Fortunately, a three-judge panel of the 9th Circuit Court of Appeals, in a 2-to-1 decision, has just dissolved an injunction that prevented the Department of Homeland Security (DHS) from ending TPS for illegal aliens from Sudan, Nicaragua, El Salvador, and Haiti who have been in the U.S. for decades.

As Judge Consuelo Callahan explained in Ramos v. Wolf, the TPS program was created in 1990 to provide “temporary relief to nationals of designated foreign countries that have been stricken by a natural disaster, armed conflict or other ‘extraordinary and temporary conditions in the foreign state.” It is codified at 8 U.S.C. §1254a; 21 countries and the Province of Kosovo have received TPS designations.

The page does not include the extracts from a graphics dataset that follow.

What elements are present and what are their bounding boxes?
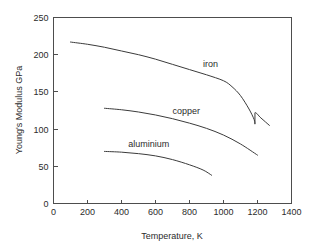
figure-root: 0200400600800100012001400 05010015020025… <box>0 0 313 252</box>
y-axis-ticks <box>54 18 58 204</box>
x-tick-label: 800 <box>182 207 197 217</box>
y-axis-title: Young's Modulus GPa <box>14 66 24 154</box>
series-label-iron: iron <box>203 59 218 69</box>
y-tick-label: 50 <box>38 162 48 172</box>
y-tick-label: 0 <box>43 199 48 209</box>
x-tick-label: 600 <box>148 207 163 217</box>
x-tick-label: 200 <box>80 207 95 217</box>
x-axis-ticks <box>54 200 292 204</box>
line-chart: 0200400600800100012001400 05010015020025… <box>0 0 313 252</box>
series-label-aluminium: aluminium <box>128 139 169 149</box>
x-tick-label: 1400 <box>281 207 301 217</box>
x-tick-label: 0 <box>51 207 56 217</box>
y-tick-label: 200 <box>33 50 48 60</box>
x-tick-label: 1200 <box>247 207 267 217</box>
y-axis-tick-labels: 050100150200250 <box>33 13 48 209</box>
series-label-copper: copper <box>173 106 201 116</box>
x-tick-label: 400 <box>114 207 129 217</box>
y-tick-label: 100 <box>33 125 48 135</box>
series-line-iron <box>71 42 270 125</box>
y-tick-label: 150 <box>33 87 48 97</box>
series-line-aluminium <box>105 151 212 175</box>
series-inline-labels: ironcopperaluminium <box>128 59 218 149</box>
x-tick-label: 1000 <box>213 207 233 217</box>
x-axis-title: Temperature, K <box>141 231 203 241</box>
y-tick-label: 250 <box>33 13 48 23</box>
x-axis-tick-labels: 0200400600800100012001400 <box>51 207 302 217</box>
series-lines <box>71 42 270 175</box>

Initial TPS designations last for a period of 6 to 18 months. Sixty days before the end of the designated time-period, DHS is supposed to determine whether the conditions – such as a hurricane – that led to TPS status still exist. If DHS does nothing to terminate the TPS designation, it is automatically continued. The statute also very specifically says that the courts have no jurisdiction to review the decision by DHS to make the designation in the first place or to terminate it.

Between 2017 and 2018, the Trump administration terminated the TPS designations of Sudan, Nicaragua, El Salvador, and Haiti. These countries had one major thing in common – they had been on the TPS list for about two decades, with only one exception.